Regular readers are probably tired by now of me saying that it should be possible to walk into a show, and not know anything about it, and come out with at least a general understanding of the proceedings in that production. But that’s exactly what happened the first time I came up to South Yorkshire to see a show in Sheffield that was made in Sheffield, and what a West End success Everybody’s Talking About Jamie turned out to be. I don’t think Standing At The Sky’s Edge could necessarily replicate that kind of commercial success – for one thing, it’s more reflective than celebratory (though not entirely without hope), and if I’m brutally honest, it’s one of those shows that takes a while to get going.
It’s a play with songs, rather than a book musical, and while the songs emphasise certain aspects of this intergenerational storyline, it’s as if the plot freezes so the audience can enjoy some music. Richard Hawley’s tunes, though sometimes quite lyrically dense, can also be too repetitive – too often the last line of a song is sung over and over again. I understand the need for dramatic emphasis, but it’s overdone to the point where it starts to lose its intended impact. Will Stuart leads a seven-piece band through a mixed range of tunes, featuring anything from a soloist to the full adult cast of fourteen plus the Sheffield People’s Theatre, another fourteen voices. SPT as a whole is larger than this, encompassing all sorts of theatre functions, both on and off-stage.
The show is essentially about the inhabitants of Park Hill, a council housing estate very close to Sheffield railway station, and thus within reasonable distance of the Crucible Theatre itself. Park Hill predates the Crucible by a decade, the former being opened in 1961 by Hugh Gaitskell (1906-1963), the then Leader of the Opposition. I wasn’t initially keen at all on this production during its first three scenes, set in 1960, 1989 and 2016, with characters introduced quite fleetingly. Oh joy! Another one of those shows made unnecessarily complicated by flitting between generations because it’s currently fashionable to disregard linear, chronological storytelling.
Visible on stage for this production as soon as members of the audience file in is a sign reading “I love you will u marry me”, recognisable to locals as a handwritten plea that was never painted over once it appeared at some point in 2001. A decade later, it became a neon sign on the estate. The actual story behind that unconventional proposal isn’t covered here: while the characters in the play are all fictional, their stories are both recognisable and convincing. So many plays are still entirely about the upper and middle classes, or otherwise there are working class characters that are, at best, like Arthur Kipps in Half A Sixpence: very pleasant but also rather dim. Not here: this reflects the working classes at their most raw and most honest.
Grace (Deborah Tracey) and her niece Joy (Faith Omole) are spoken down to, as if their command of English is deficient, the former by a Housing Officer (Louis Gaunt) who introduces them to their new home and its miscellaneous mod-cons, the latter by Jimmy (Adam Hugill), who fends off Joy from a couple of local bullies. Poppy (Alex Young) also moves into the area, having bought a place (or what she cals a “split-level duplex”) at Park Hill. I do hope the Sheffield locals don’t think all Londoners are like her, ordering from Ocado (something I have never, ever done) and being generally rather pretentious.
Nikki (Maimuna Memon) and Adam Hugill (Jimmy) were the stand-outs for me, putting in stunning performances in solo musical numbers (Nikki’s ‘Open Up Your Door’ being particularly memorable), but there wasn’t anyone in this cast that I didn’t enjoy hearing from. A lot of topics come up: Harry (Robert Lonsdale) starts off as a young man with ambition but is later hit hard by the Thatcher reforms. The Iron Lady is loved in some quarters down south but, watching this show, it’s easy to understand why parts of the north are so staunchly anti-Conservative to this day. (No, the show doesn’t indulge in Tory-bashing.) Joy has initial trouble getting her head around Yorkshire dialect, whilst displaying a stroppy attitude that is nonetheless commensurate with being a teenager. There’s more than one same-sex relationship going on. The estate itself falls into a state of general disrepair.
The stage, too, is sometimes ridiculously busy. Being a flexible theatre space, the Crucible for this production has several entry/exit points for the cast, and some of the choreography (Lynne Page) has involves walking onto the stage from a given point and exiting from another. In the most dramatic scene, in the closing moments, the reasoning behind having so much activity couldn’t be clearer, but in other places, it’s too distracting and serves no narrative purpose. Like Jamie, Sky’s Edge has some punchlines in it that are best understood by Sheffield audiences (Jamie New’s “Homework is so boring, I’d rather be watching the snooker” brought the house down at the Crucible, home of the Snooker World Championship, but never raises even a titter on Shaftesbury Avenue). It’s inept in places, but goodness me, it’s so very genuine and sincere. A beautiful, haunting and heartfelt production.
Four stars
At Crucible Theatre Sheffield, until 6 April 2019.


Task item –
For the records that follow, say how many lines have the word "held" in them. Write the number and nothing more.

--- Data provided Enclosed Below ---

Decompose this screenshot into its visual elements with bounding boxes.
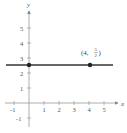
svg-text:): ) — [99, 49, 102, 57]
svg-text:-1: -1 — [16, 115, 21, 122]
point-4-five-halves — [88, 63, 92, 67]
y-tick-labels: -1 1 2 3 4 5 — [16, 25, 24, 122]
x-axis-label: x — [120, 100, 125, 108]
svg-text:4: 4 — [88, 106, 92, 113]
y-axis-label: y — [26, 1, 31, 9]
svg-text:5: 5 — [95, 47, 98, 52]
svg-text:3: 3 — [73, 106, 76, 113]
svg-text:2: 2 — [95, 53, 98, 58]
point-y-intercept — [27, 63, 31, 67]
svg-text:1: 1 — [20, 85, 23, 92]
x-tick-labels: -1 1 2 3 4 5 — [10, 106, 106, 113]
svg-text:2: 2 — [20, 70, 23, 77]
point-annotation: (4, 5 2 ) — [81, 47, 102, 58]
svg-text:3: 3 — [20, 55, 23, 62]
svg-text:5: 5 — [103, 106, 106, 113]
svg-text:(4,: (4, — [81, 49, 89, 57]
chart: x y -1 1 2 3 4 5 -1 1 2 3 4 5 — [0, 0, 127, 133]
svg-text:4: 4 — [20, 40, 24, 47]
svg-text:2: 2 — [58, 106, 61, 113]
svg-text:5: 5 — [20, 25, 23, 32]
svg-text:1: 1 — [43, 106, 46, 113]
svg-text:-1: -1 — [10, 106, 15, 113]
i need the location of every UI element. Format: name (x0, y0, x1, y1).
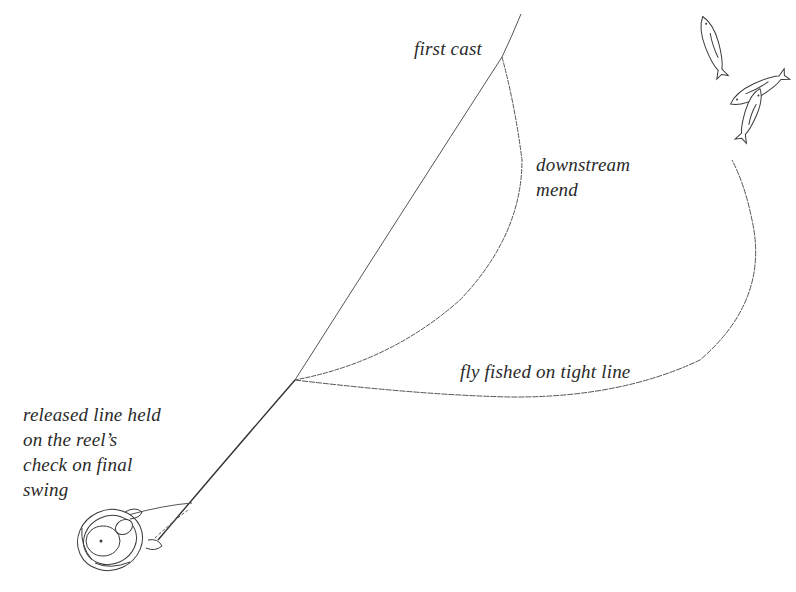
downstream-mend-line (295, 57, 522, 380)
first-cast-text: first cast (414, 36, 482, 61)
rod-line (158, 380, 295, 540)
released-line-line1: released line held (23, 402, 161, 427)
downstream-mend-label: downstream mend (536, 152, 630, 202)
diagram-canvas: first cast downstream mend fly fished on… (0, 0, 796, 592)
diagram-drawing (0, 0, 796, 592)
angler-reel-icon (67, 499, 192, 581)
released-line-line3: check on final (23, 452, 161, 477)
downstream-mend-line1: downstream (536, 152, 630, 177)
downstream-mend-line2: mend (536, 177, 630, 202)
first-cast-line (295, 14, 521, 380)
fly-fished-text: fly fished on tight line (460, 359, 631, 384)
fish-icon (696, 14, 729, 79)
released-line-line4: swing (23, 477, 161, 502)
fly-fished-label: fly fished on tight line (460, 359, 631, 384)
released-line-line2: on the reel’s (23, 427, 161, 452)
released-line-label: released line held on the reel’s check o… (23, 402, 161, 502)
first-cast-label: first cast (414, 36, 482, 61)
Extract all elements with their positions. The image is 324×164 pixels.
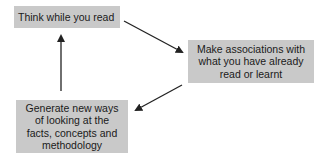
- node-think-while-you-read: Think while you read: [14, 6, 120, 28]
- node-label-line: of looking at the: [26, 114, 119, 127]
- arrow-think-to-associate: [124, 21, 182, 52]
- node-label-line: what you have already: [197, 55, 305, 68]
- arrow-associate-to-generate: [136, 85, 182, 110]
- node-generate-new-ways: Generate new ways of looking at the fact…: [16, 100, 128, 153]
- reading-cycle-diagram: Think while you read Make associations w…: [0, 0, 324, 164]
- node-label-line: facts, concepts and: [26, 127, 119, 140]
- node-make-associations: Make associations with what you have alr…: [188, 40, 314, 83]
- node-label-line: Make associations with: [197, 43, 305, 56]
- node-label: Think while you read: [18, 11, 114, 24]
- node-label-line: read or learnt: [197, 68, 305, 81]
- node-label-line: methodology: [26, 139, 119, 152]
- node-label-line: Generate new ways: [26, 102, 119, 115]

--- End of Enclosed Data provided ---

Answer –
2